* [EXTRACTED ENTRIES]
+---+

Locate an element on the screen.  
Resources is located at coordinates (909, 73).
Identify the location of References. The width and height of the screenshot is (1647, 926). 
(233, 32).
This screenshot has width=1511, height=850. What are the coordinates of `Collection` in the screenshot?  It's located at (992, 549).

+---+

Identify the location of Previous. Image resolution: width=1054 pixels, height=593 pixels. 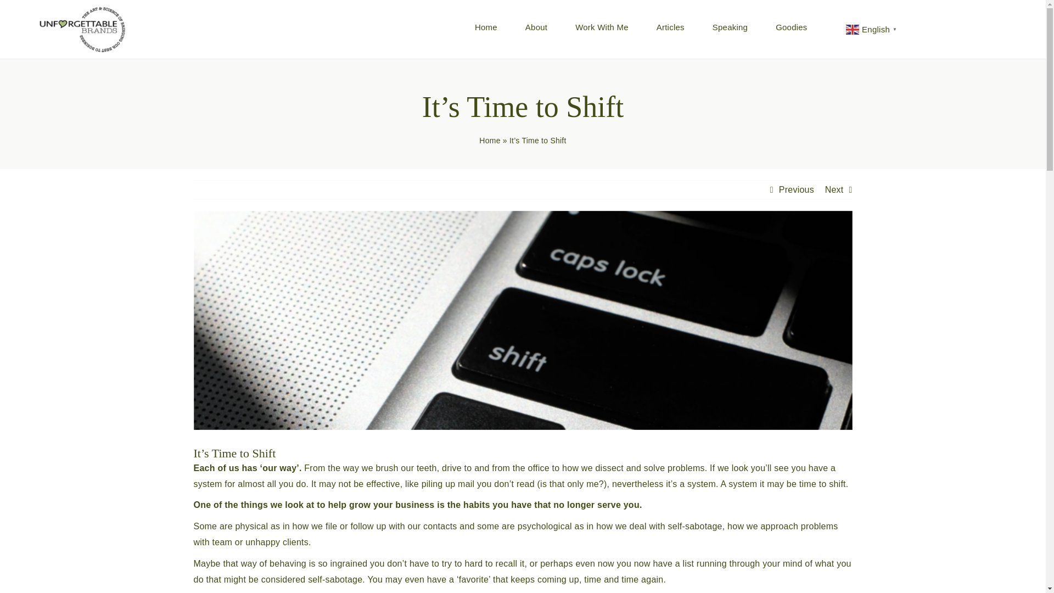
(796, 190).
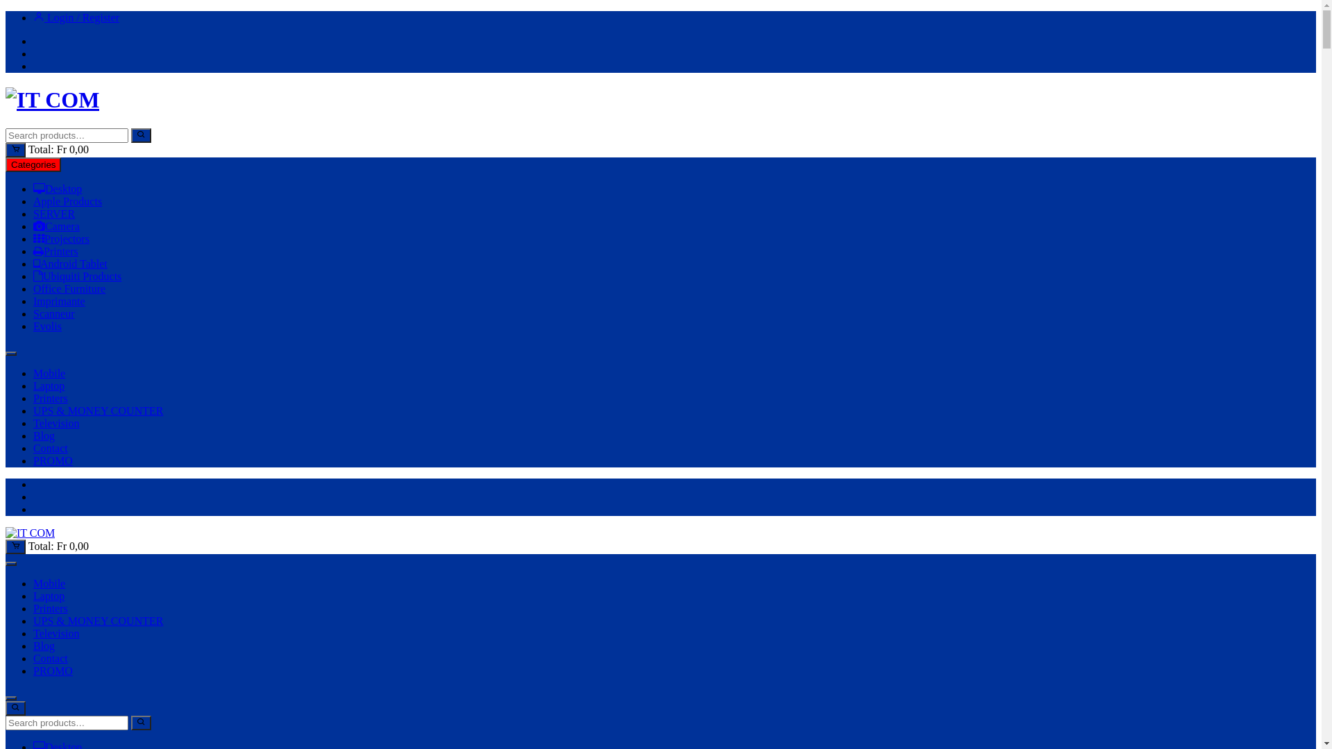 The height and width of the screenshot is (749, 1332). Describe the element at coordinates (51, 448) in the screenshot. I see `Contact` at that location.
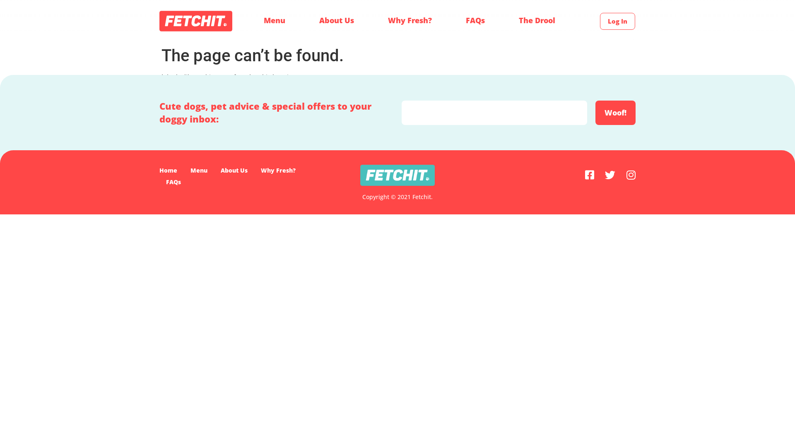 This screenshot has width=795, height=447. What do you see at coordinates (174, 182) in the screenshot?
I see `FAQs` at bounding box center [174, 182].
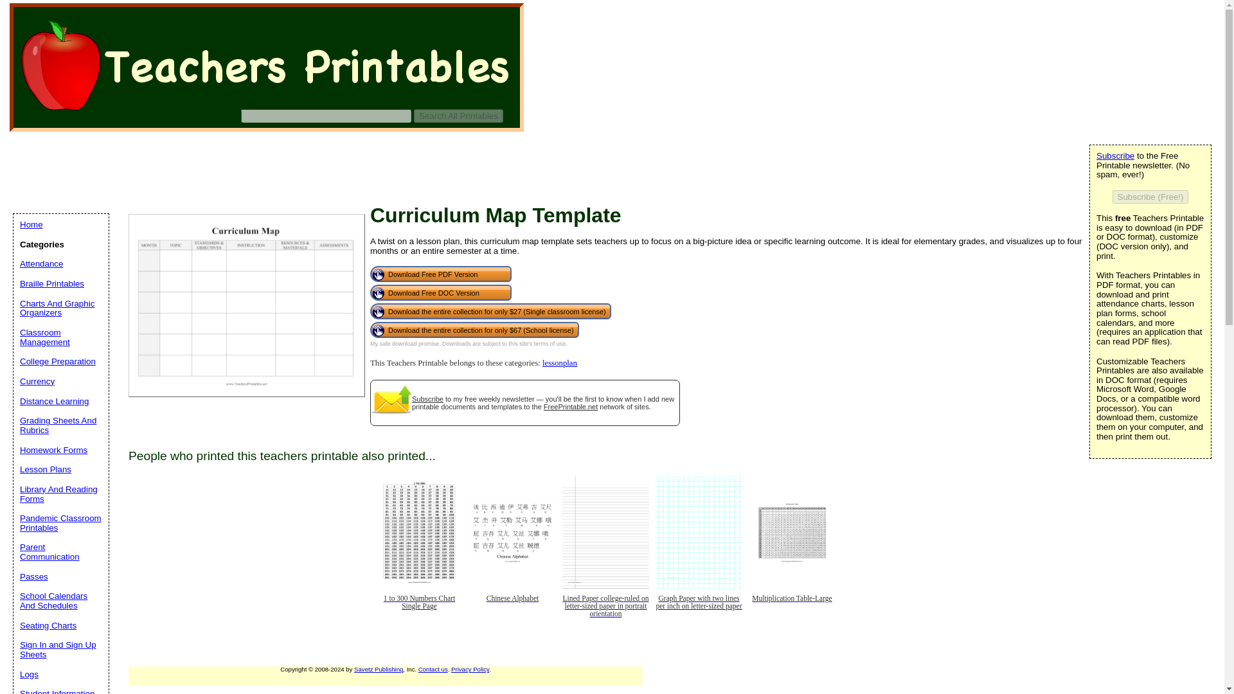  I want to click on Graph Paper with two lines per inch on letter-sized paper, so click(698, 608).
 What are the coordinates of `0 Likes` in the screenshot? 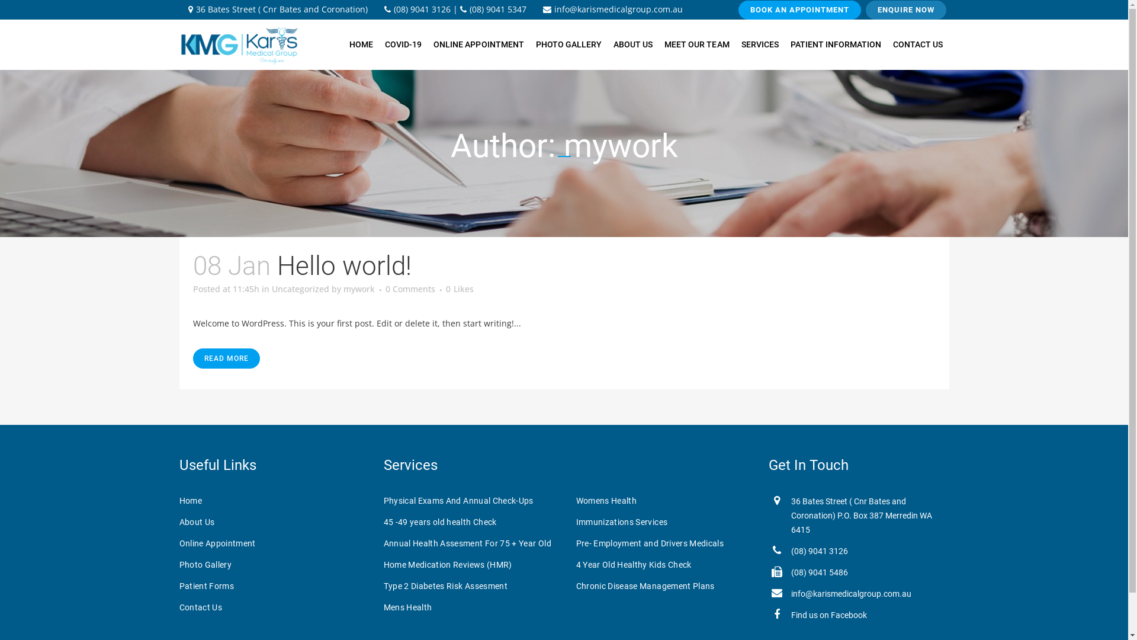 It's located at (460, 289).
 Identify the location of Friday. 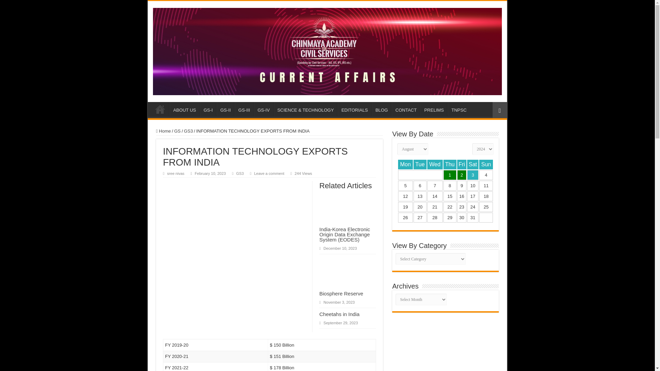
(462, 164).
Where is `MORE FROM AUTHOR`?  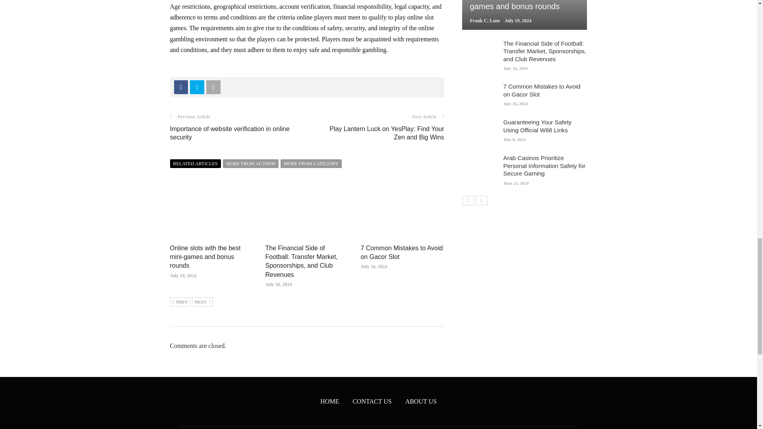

+---+

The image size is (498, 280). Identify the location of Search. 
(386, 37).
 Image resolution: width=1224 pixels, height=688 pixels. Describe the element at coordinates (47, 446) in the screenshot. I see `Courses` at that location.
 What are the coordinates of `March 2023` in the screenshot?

+---+

* [TASK DESCRIPTION] Would you print exactly and only the lines of the material above that run from the line with "Locate an element on the screen." through the line with "This screenshot has width=1511, height=850.", both included?

* [TASK OUTPUT]
Locate an element on the screen.  
Resources is located at coordinates (909, 73).
Identify the location of References. The width and height of the screenshot is (1647, 926). 
(233, 32).
This screenshot has width=1511, height=850. What are the coordinates of `Collection` in the screenshot?  It's located at (992, 549).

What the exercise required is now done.